Disguised as an Italian playboy, the British comedian had an awkward interview with the disgraced football star that aired on Sunday's finale of "Who Is America?"
/ Source: TODAY

Comedian Sacha Baron Cohen interviewed O.J. Simpson for Sunday night's finale of his controversial Showtime series "Who Is America," an awkward exchange that featured the disguised comedian trying to prod Simpson into confessing to murder.

Disguised as an Italian playboy named Gio Monaldo, Baron Cohen awkwardly joked with Simpson about wanting to murder his own girlfriend, and tried unsuccessfully to get the former NFL great to admit to killing his ex-wife, Nicole Brown Simpson.

Moments into the video, which Deadline reported was filmed with a hidden camera, Baron Cohen, dressed as Monaldo, introduces Simpson to a woman he calls his girlfriend. As he attempts to explain who Simpson is to her, he mimics a stabbing motion, causing her to laugh in recognition.

"She’s gorgeous, but sometimes I want to kill her, you know," Baron Cohen says later. "I want to send her on a private helicopter tour over the Grand Canyon — oopsy daisy!"

"Oopsy daisy," Simpson replies, laughing along.

Simpson, 71, was released from prison in October after serving nine years for a 2007 kidnapping and robbery in Las Vegas.

In 1995, he was famously acquitted of murder in the killings of his ex-wife and Ron Goldman. He was later found liable for their deaths in a civil case and ordered to pay $33.5 million to their families.

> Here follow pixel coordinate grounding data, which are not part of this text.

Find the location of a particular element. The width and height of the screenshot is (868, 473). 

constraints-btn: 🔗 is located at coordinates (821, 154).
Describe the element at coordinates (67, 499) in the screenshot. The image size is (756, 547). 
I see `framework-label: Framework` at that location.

During the sit-down with Simpson, Baron Cohen explained he had a business partner who wanted a private meeting to discuss Simpson's ex-wife.

"He’s obsessed about what happened the night with the wife and he wants you to tell him," Baron Cohen says.

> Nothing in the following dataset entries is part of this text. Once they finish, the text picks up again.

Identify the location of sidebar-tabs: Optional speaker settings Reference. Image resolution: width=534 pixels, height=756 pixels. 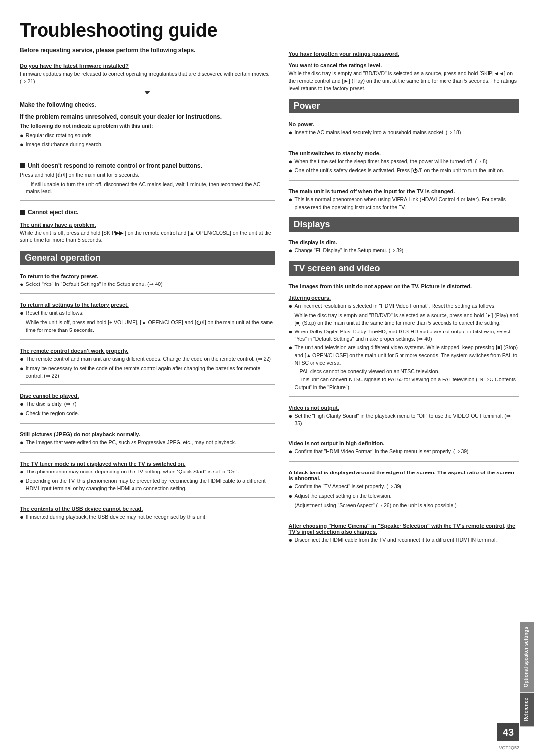
(527, 674).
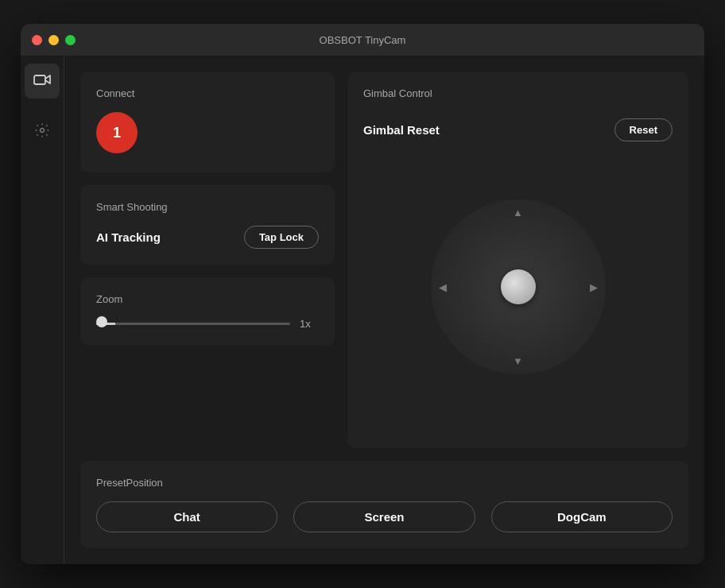 This screenshot has height=588, width=725. What do you see at coordinates (518, 287) in the screenshot?
I see `joystick-knob` at bounding box center [518, 287].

"What wife?" Simpson asks.

"The one you shot,'' Baron Cohen replies.

"Well, first of all, she wasn’t my wife," Simpson says. "We had been divorced and separated for two years. Except that I didn’t do it ... I didn't get away with nothing."

Baron Cohen also joked that if he did kill his girlfriend, he would have Simpson introduce him to Johnnie Cochran, the lawyer who helped get Simpson acquitted for the 1994 murders. Cochran died in 2005.

"I’d have to introduce you in the afterlife," Simpson says.

"What, you didn’t kill him too, did you?" Baron Cohen jokes.

"Stop! Jesus Christ, man!" Simpson replies.

Simpson joins a long list of high-profile figures duped by Baron Cohen for the series, among them former Vice President Dick Cheney, former Senate candidate Roy Moore, and Sarah Palin.

In Cheney's case, the former vice president agreed to autograph a "waterboard kit," while Moore, who during his Senate campaign in Alabama last year was accused of having sexually assaulted teenage girls in his past, allowed the comedian to use a phony "pedophile detector" on him.

In July, Palin came out publicly to say she had been duped by Baron Cohen, but her interview never aired. Her name was listed under "Special Publicity Consultant (Inadvertent)" during the credits of Sunday's finale.